How to Avoid Common Traps in Plastic Granulators?
- July 31, 2024
- 0
Granulation has emerged to be one of the most vital steps in the manufacturing process. Regrinding is considered to be an evil in many industrial units.
However, plastic granulators and grinders are used as a cost-saving method and efficient marketing opportunity. This is so because industries nowadays are focusing on the production of those materials that are recyclable and appropriately match the enhanced standards of consumer expectations.
The reduced energy consumption and increased automation levels are cost-effective solutions provided by the improved cutting technology. It has further affected the grinders’ regrind quality, production rates, and machine designs.
Read below some common traps that should be avoided when working with grinders and plastic granulators.
1. Unsuitability of the Granulators with the Assigned Task:
For an effective granulation process, it is important to consider the plastic granulators’ horsepower and throat size. Before the product is ingested on the rotors, it is made to bounce through the cutting chambers for prolonged periods.
This lowers the poor regrinding quality of the plant. Furthermore, the granulators should aptly configure the task’s requirements to cut the material effectively. Not doing so results in high energy consumption levels, lowered capacities, and wear and tear.
2. Maintain the Granulators:
Often maintenance of the granulators after the cutting process is mostly ignored. This is so because their care requires a lot of time. Poor care and inadequate cleaning procedures tend to degrade the quality, leading to hefty fines and dust in various chambers of the granulators.
The main reasons for dusty chambers are the dullness of the gapped knives. Certainly fine, sharp blades will efficiently cut the scrap, absorbing less heat. Further sharp edges of the plastic granulators yield high throughput and finer cuts without any wear and tear.
3. Avoid Granulators with Poor Knife Designs:
Other problems with plastic granulators are knives with no scissors and inadequate optimization of blades. These problems generally lead to dust and fine granular contents, resulting in wear and tear.

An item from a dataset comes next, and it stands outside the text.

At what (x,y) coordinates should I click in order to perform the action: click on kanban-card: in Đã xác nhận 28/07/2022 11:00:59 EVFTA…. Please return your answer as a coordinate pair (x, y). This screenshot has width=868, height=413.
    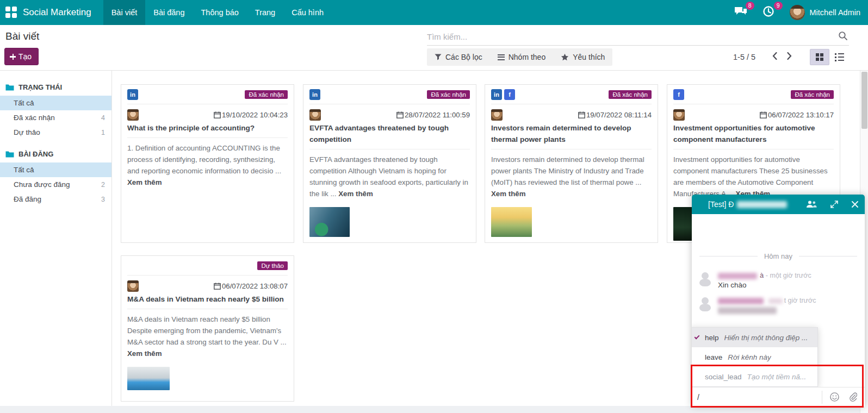
    Looking at the image, I should click on (389, 164).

Therefore, granulators with adjustable knives should be chosen. These flexible rotating knives can be bolted with rotors, kept sharp, and properly gapped. Adaptable cassette knives are the modern featured knives found in newly manufactured plastic granulators. They allow the knives to gap independently along the chambers, allowing for a minimum amount of material to ground off in the knives.

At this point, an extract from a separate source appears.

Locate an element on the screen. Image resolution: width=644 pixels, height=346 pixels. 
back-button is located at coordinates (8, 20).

4. Avoid Over-Feeding the Granulators:
Over-feeding of the granulators tends to lessen the overall productivity. The resultant decrease in air flow leads to lesser evacuation of the machine design and the chambers of the granulators. A further collection of the materials over the knives adversely affects them, reducing their operating life and jams.
Moreover, in extreme cases, overfeeding maximizes the load capacities,, which ceases the overall working of the plastic granulators.